Ebay (then called AuctionWeb) started up in founder Pierre Omidyar's living room in San Jose in 1995. It's first proper office to speak of, though, was a small suite on Hamilton Avenue. And they're still there--they've just branched out a bit. The old office is now known as "building number six" on the Ebay campus.Rumor has long held that Omidyar founded Ebay to help his wife with her Pez dispenser collection. But the company now says this is a myth; which is a shame, since few things have as much micro appeal as Pez.

Google

A hat trick for Silicon Valley garages, as Sergey Brin and Larry Page also put heads together in a carport in Menlo Park, rented from a future Google employee who in those days was just looking for some extra money to cover her mortgage.

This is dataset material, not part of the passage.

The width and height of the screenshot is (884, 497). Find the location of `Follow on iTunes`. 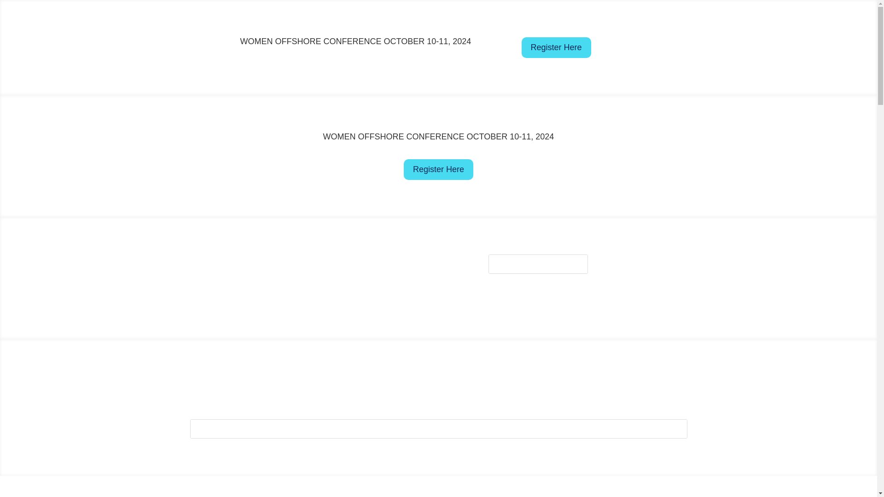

Google, of course, is now as famous for its Willy Wonka-style office complex as its search engine.Tourists are so fond of photographing the place that the company asked the press to stop publishing the address. Problem is, people keep finding it on their own, via Google. Hoist by their own petard; oldest story in the book.

Twitter

These days, the phrase "Twitter building" evokes not just an address but a lengthy catalog of associations about San Francisco, the tech industry, the housing market, and, for certain people, proletarian rage. But before they struck the defining real estate deal of modern startup culture, Twitter worked out of a single small office in the Obvious Ventures building in the Presidio. Who knew?

Facebook

Thanks to the Academy Award winning movie "The Social Network," everybody knows that Mark Zuckerberg took Facebook to a summer house in Palo Alto after Harvard (and also that he was mean to his college girlfriend). It looks like the house has subsequently shrank from fame, hiding behind a wall of overgrowth, but it still hosts startups for the summer.

Netflix

Point number one, Silicon Valley's favorite movie deliverers/streamers/makers started out not in Silicon Valley, but closer to Santa Cruz. Point number two, a company founded on the principle of delivering movies to your home started out with no home of its own, operating out of a Best Western hotel room. Room service might not be a bad amenity for present SV HQs to emulate.